Misclassification is also a concern when occupational groups,such as farming, combine various job titles regardless of exposure.The group ‘‘farmers’’ includes a number of different types of farmerssuch as soybean, livestock, corn, etc. Awareness of job exposures isnecessary before grouping into occupational categories. Job expo-sure matrices are also very valuable in identifying and quantifyingoccupational exposures, and should be incorporated in futurestudies. Multi-site studies or collaborations between different insti-tutions, states, or countries would be an excellent way to improvesample size and power. These implications serve as only a startingpoint from which to expand future research. Studies included in ourmeta-analysis provided these details in some, but not all, instances.

5. Conclusions

After examining all related articles through May, 2011, themeta-analysis found a relationship between exposure to pesti-cides and risk of ALS among male cases compared to controls.Future research should focus on more accurate exposure mea-surement and the use of job exposure matrices.
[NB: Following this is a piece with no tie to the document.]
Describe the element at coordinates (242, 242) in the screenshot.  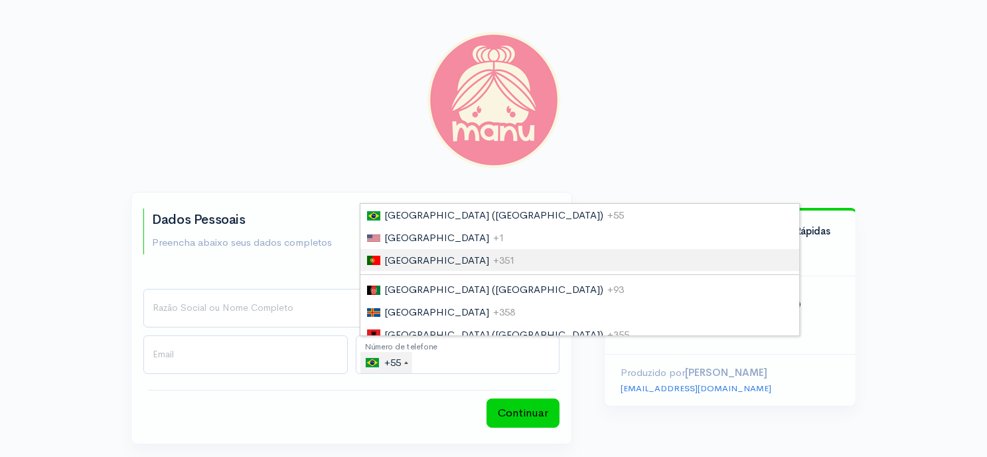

In addition,protective equipment should be worn on the job as well as duringhousehold use of pesticides to help circumvent any potentialexposures and to prevent ‘‘take-home’’ exposures to others.

In conclusion, more research must be conducted to determinewhether an association truly does exist between suspected pesticideexposure and risk of ALS. ALS is a debilitating and devastatingdisease, and one which is certainly deserving of additional research.

Acknowledgements

The authors would like to thank Dr. David Lacomis and JudithRager for their review of the manuscript.